If I had hit her, it would of course be my fault and I would be the defendant in a costly lawsuit. However, the woman herself drove a vehicle with poorer backward-looking visibility than my car provided. Why wouldn't she have been a bit more careful and have given my car a wide berth, knowing that I probably didn't see her?

I myself often am in parking lots and I am careful to stay well away from any car or SUV or truck that is occupied and shows that the driver is about to back up. I've noticed that very few people are that careful or even that observant.

Any comments?

Saturday, March 04, 2006

 

South Dakota Leads us back to the Past

The South Dakota Legislature has passed a bill that outlaws abortion except when necessary to save the life of the woman. The governor says he will sign the bill. Friday evening the PBS television News Hour program aired a segment on the bill, with comments from legislators who favor and who oppose it.

I was particularly incensed at the comments of one of the supporters, State Senator Napoli.
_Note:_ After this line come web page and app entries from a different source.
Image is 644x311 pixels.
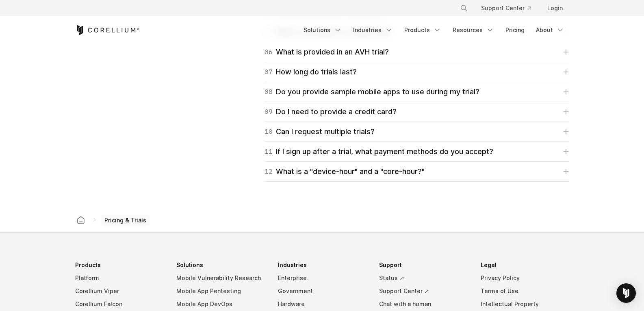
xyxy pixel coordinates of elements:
a: Hardware [278,297,366,311]
a: Mobile App DevOps [176,297,265,311]
a: Login [541,1,569,15]
div: How long do trials last? [264,66,357,77]
a: Pricing [501,23,530,37]
a: Mobile App Pentesting [176,285,265,297]
a: Corellium Home [75,25,140,35]
span: 09 [264,106,273,117]
div: Can I request multiple trials? [264,126,375,137]
span: 08 [264,86,273,98]
a: Corellium Viper [75,285,164,297]
a: 10Can I request multiple trials? [264,126,569,137]
a: About [531,23,569,37]
span: 06 [264,46,273,58]
a: Support Center [474,1,537,15]
a: 09Do I need to provide a credit card? [264,106,569,117]
a: Platform [75,271,164,285]
div: What is provided in an AVH trial? [264,46,389,58]
a: Solutions [299,23,347,37]
div: What is a "device-hour" and a "core-hour?" [264,166,425,177]
a: Government [278,285,366,297]
a: Privacy Policy [481,271,569,285]
button: Search [457,1,471,15]
span: 12 [264,166,273,177]
a: Corellium home [74,214,88,226]
div: Open Intercom Messenger [616,283,636,303]
span: 10 [264,126,273,137]
a: 12What is a "device-hour" and a "core-hour?" [264,166,569,177]
span: 07 [264,66,273,77]
a: Status ↗ [379,271,468,285]
a: Mobile Vulnerability Research [176,271,265,285]
a: Intellectual Property [481,297,569,311]
a: Products [399,23,446,37]
a: Chat with a human [379,297,468,311]
div: If I sign up after a trial, what payment methods do you accept? [264,146,493,157]
a: 06What is provided in an AVH trial? [264,46,569,58]
a: 11If I sign up after a trial, what payment methods do you accept? [264,146,569,157]
a: Support Center ↗ [379,285,468,297]
div: Do you provide sample mobile apps to use during my trial? [264,86,479,98]
a: Enterprise [278,271,366,285]
a: Terms of Use [481,285,569,297]
div: Do I need to provide a credit card? [264,106,397,117]
a: 07How long do trials last? [264,66,569,77]
a: Corellium Falcon [75,297,164,311]
span: 11 [264,146,273,157]
div: Navigation Menu [299,23,569,37]
a: Industries [348,23,398,37]
span: Pricing & Trials [101,215,149,226]
div: Navigation Menu [450,1,569,15]
a: 08Do you provide sample mobile apps to use during my trial? [264,86,569,98]
a: Resources [448,23,499,37]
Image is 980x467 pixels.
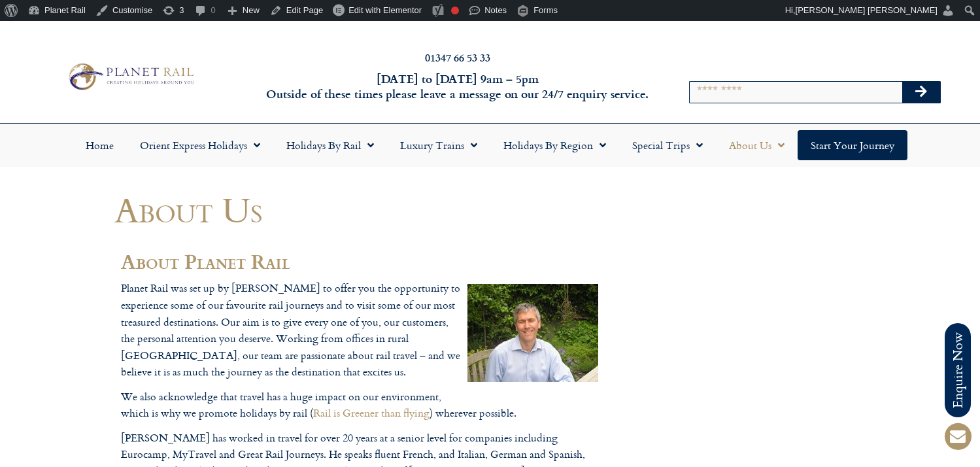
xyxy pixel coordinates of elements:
div: Focus keyphrase not set [451,7,459,14]
a: Start your Journey [798,130,908,161]
a: 01347 66 53 33 [425,50,490,65]
a: Special Trips [619,130,716,161]
nav: Menu [7,130,974,161]
a: Holidays by Region [490,130,619,161]
a: Rail is Greener than flying [313,405,430,420]
img: Planet Rail Train Holidays Logo [63,60,198,93]
a: Holidays by Rail [273,130,387,161]
h1: About Us [115,190,605,229]
a: Orient Express Holidays [127,130,273,161]
p: Planet Rail was set up by [PERSON_NAME] to offer you the opportunity to experience some of our fa... [121,280,598,381]
h2: About Planet Rail [121,250,598,273]
p: We also acknowledge that travel has a huge impact on our environment, which is why we promote hol... [121,389,598,422]
h6: [DATE] to [DATE] 9am – 5pm Outside of these times please leave a message on our 24/7 enquiry serv... [265,72,651,102]
button: Search [902,82,940,103]
a: Luxury Trains [387,130,490,161]
a: Home [73,130,127,161]
span: [PERSON_NAME] [PERSON_NAME] [796,5,938,15]
img: guy-saunders [467,284,598,382]
span: Edit with Elementor [349,5,422,15]
a: About Us [716,130,798,161]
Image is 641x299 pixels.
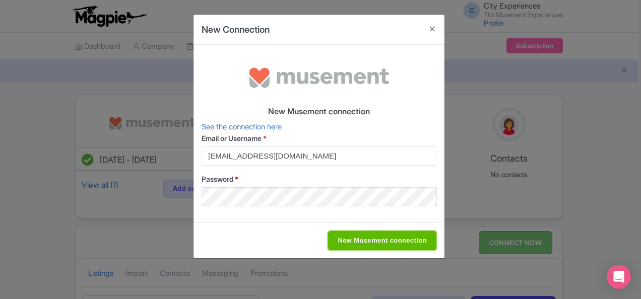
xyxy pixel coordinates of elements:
a: See the connection here [202,122,282,132]
span: Email or Username [202,134,262,143]
input: New Musement connection [328,231,437,251]
img: musement-38fb494d454efc205e53adf66d78a0ba.png [244,53,395,103]
button: Close [421,15,445,43]
div: Open Intercom Messenger [607,265,631,289]
h4: New Musement connection [202,107,437,116]
span: Password [202,175,233,184]
h4: New Connection [202,23,270,36]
He said that if the bill becomes law (that is, if the reconstituted U.S. Supreme Court upholds it), things would return to what they used to be in South Dakota. To quote him somewhat inaccurately, he said that in the old days if a young man got a girl pregnant, the entire community would know about it and he would be forced to marry the girl so that the two of them could properly care for and raise the child. He also said that the exception for the life of the woman would also apply to cases in which the woman had been brutally raped and assaulted. However, the language of the bill allows for no such exception.

Senator Napoli believes in a past that never was. What about the woman who is impregnated by a man who already has a wife and several children? What about the man who turns out to be a wife-beater and child abuser? What about the girl impregnated by her father, her step-father, or other male relative? All of these are examples of events that happened in the past and that happen today. My own grandmother became pregnant by her sister’s husband and had to find a man to marry her. Her first child, her favorite son, was born a bit too soon after the wedding ceremony. Such babies used to be called “foot-sore” for that reason. In her case, she was lucky. Her husband was a humane man and a good father. She bore him several other children, including my mother.

In fact, the way things used to be was that middle-class girls and women never had any problem obtaining abortions if they wanted one. A good father with a pregnant teen-age daughter would find a physician who would perform the operation safely and in secret. The community would know, but the knowledge would be quiet gossip, not public outrage. There would be no compulsory wedding. That’s the way it was in the village where I grew up. At least two girls in my high school class became pregnant out of wedlock. One had an abortion. After graduating from high school, she married and had a family. The other girl followed Senator Napoli’s example and married the man who’d impregnated her. It was a bad marriage and she eventually divorced her husband after giving birth to more children. She subsequently made a good marriage, so her story has a happy ending. I also knew of married women who had abortions because they already had several children.

In my little village, abortion was illegal, of course, but it wasn’t a disgrace. There was no talk of when life begins. Abortion was not equated with murder. Except in certain very strict Protestant sects, a woman was not publicly shamed for becoming pregnant out of wedlock.

Those are the “good old days” that I remember. My memory is rather different from that of Senator Napoli.